Hi all,
we visited you for your new years party and yesterday evening nadka and me from Stuttgart/shackspace brought you a box of club mate cola.
When trying to get another box of Club Mate unfortunately our car wasn't where we left it and so we learned the hard way about blue marked parking spaces.
Anyways we'll drop off the box tonight.
Last time me and makefu were amazed by how good the ledbar turned out and built some/are in the process of building 50 linkable rgbboxes. https://github.com/excogitation/rgbcubes Maybe someone from the ledbar hackers is at brmlab later to talk to?
Also I bring another little project if someone wants to play with PID loops in an analog way. https://picasaweb.google.com/m/viewAlbum?uname=115792422633543473919&aid...
Last time we went into the lab downstairs and whished there was a radiation sign on the door ... maybe that could happen sometime - so you can educate people beforehand / give them a chance not to go in ;-)
Anyways it coused me to start a fundraiser at our hackerspace to take part in radiation detection+online mapping and I then found a really cheap solution. Two kits from http://radioactiveathome.org/map/ are being built (total cost of one ~30€). Maybe taking part would also be interesting for some of you.
Best Regards and see you in a bit, exco
Hi!
On Fri, Feb 13, 2015 at 06:38:03PM +0100, Christian Stöveken wrote:
Last time me and makefu were amazed by how good the ledbar turned out and built some/are in the process of building 50 linkable rgbboxes. https://github.com/excogitation/rgbcubes Maybe someone from the ledbar hackers is at brmlab later to talk to?
Ooh, that's pretty! Great work there. We had some similar ideas in the early stages of the project (converting it to a kit form and having a build-at-home version), unfortunately we never had the time and dedication to pull it through. BTW, is this your target brightness or do you plan to use some higher-luminosity LEDs for next iterations?
Note that when you have many high-current LEDs connected to the same PSU and shared bus and the lines are several meters long, you *may* start hitting AC interference etc. issues if you didn't design your bus properly; that happenned to us in the first version of ledbar. Just something to keep in mind as you scale things up.
Making the cubes individually controlled and IOT is also an excellent idea - it wasn't a good fit for ledbar, but two guys at our hackerspace (TomSuch & da3m0n22) built essentially a platform for exactly that, including an Android control app etc. Maybe you catch them in the space tonight, or you can ask others for "MoodyLight" and there likely are some prototypes lying around in the hackerspace. It might be nice to join forces.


## Exercise prompt:
Only the lines from the line with "is (1561, 775)." through the end of the records belong in your reply, copied exactly, with every picture left out.

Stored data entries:
-.-.-

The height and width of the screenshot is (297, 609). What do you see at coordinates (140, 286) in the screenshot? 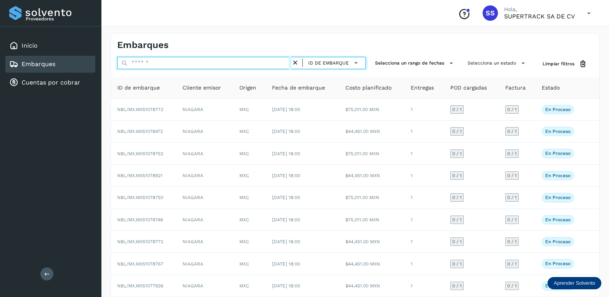
I see `span: NBL/MX.MX51077936` at bounding box center [140, 286].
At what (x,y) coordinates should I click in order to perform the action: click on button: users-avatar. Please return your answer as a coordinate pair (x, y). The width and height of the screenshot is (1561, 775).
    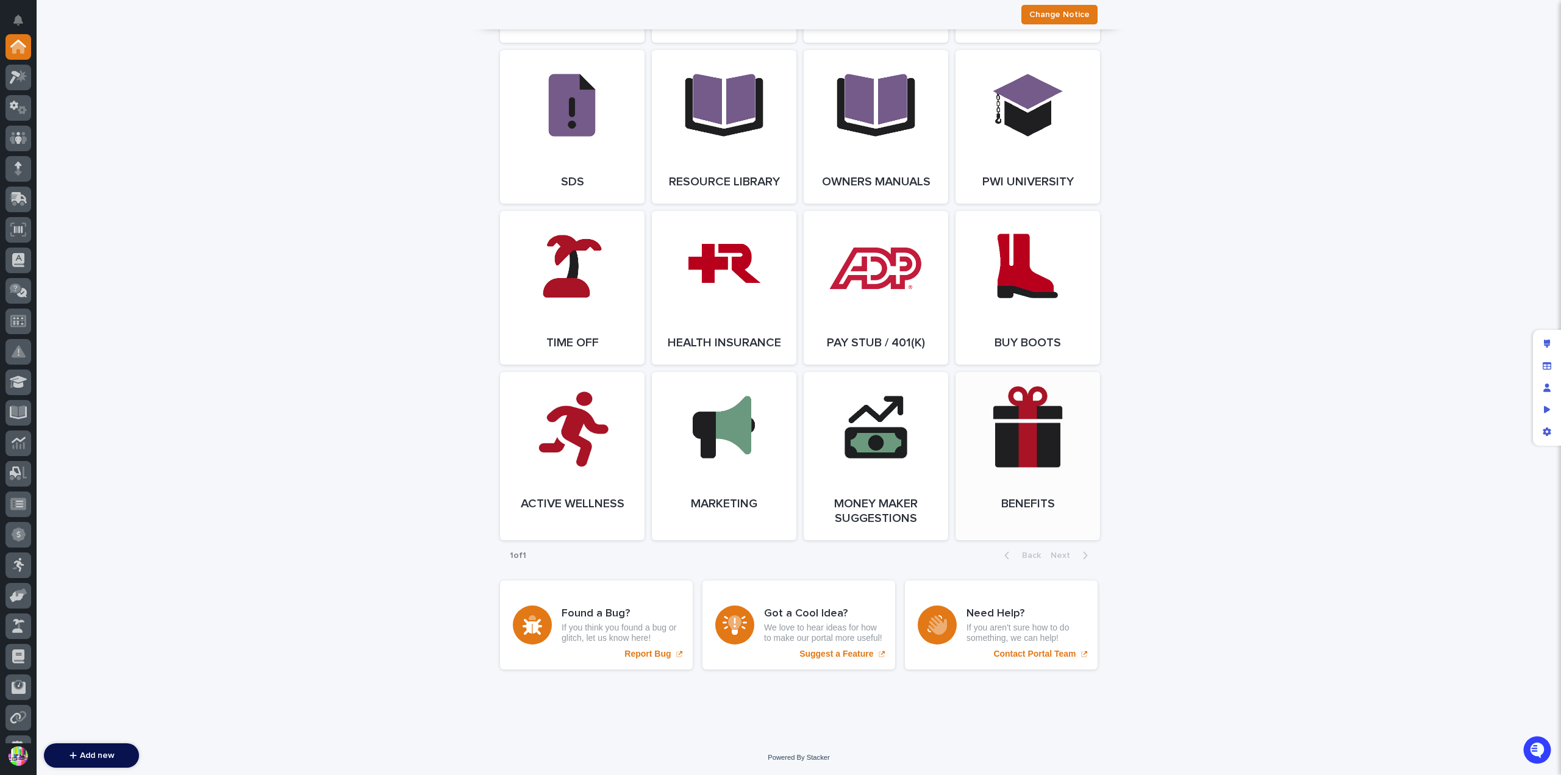
    Looking at the image, I should click on (18, 756).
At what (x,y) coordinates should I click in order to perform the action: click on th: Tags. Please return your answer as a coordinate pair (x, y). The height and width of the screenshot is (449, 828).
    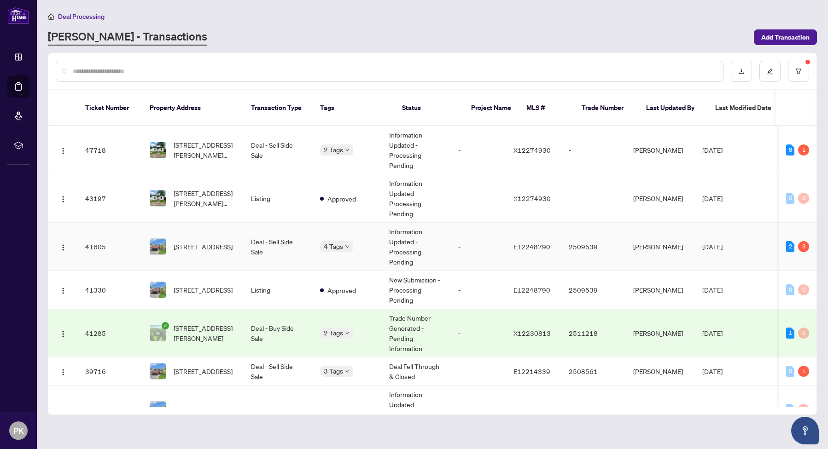
    Looking at the image, I should click on (354, 108).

-.-.-

## Response:
At what (x,y) coordinates should I click in order to perform the action: click on button: users-avatar. Please return your answer as a coordinate pair (x, y). The width and height of the screenshot is (1561, 775).
    Looking at the image, I should click on (18, 756).
At what (x,y) coordinates should I click in order to perform the action: click on th: Tags. Please return your answer as a coordinate pair (x, y). The height and width of the screenshot is (449, 828).
    Looking at the image, I should click on (354, 108).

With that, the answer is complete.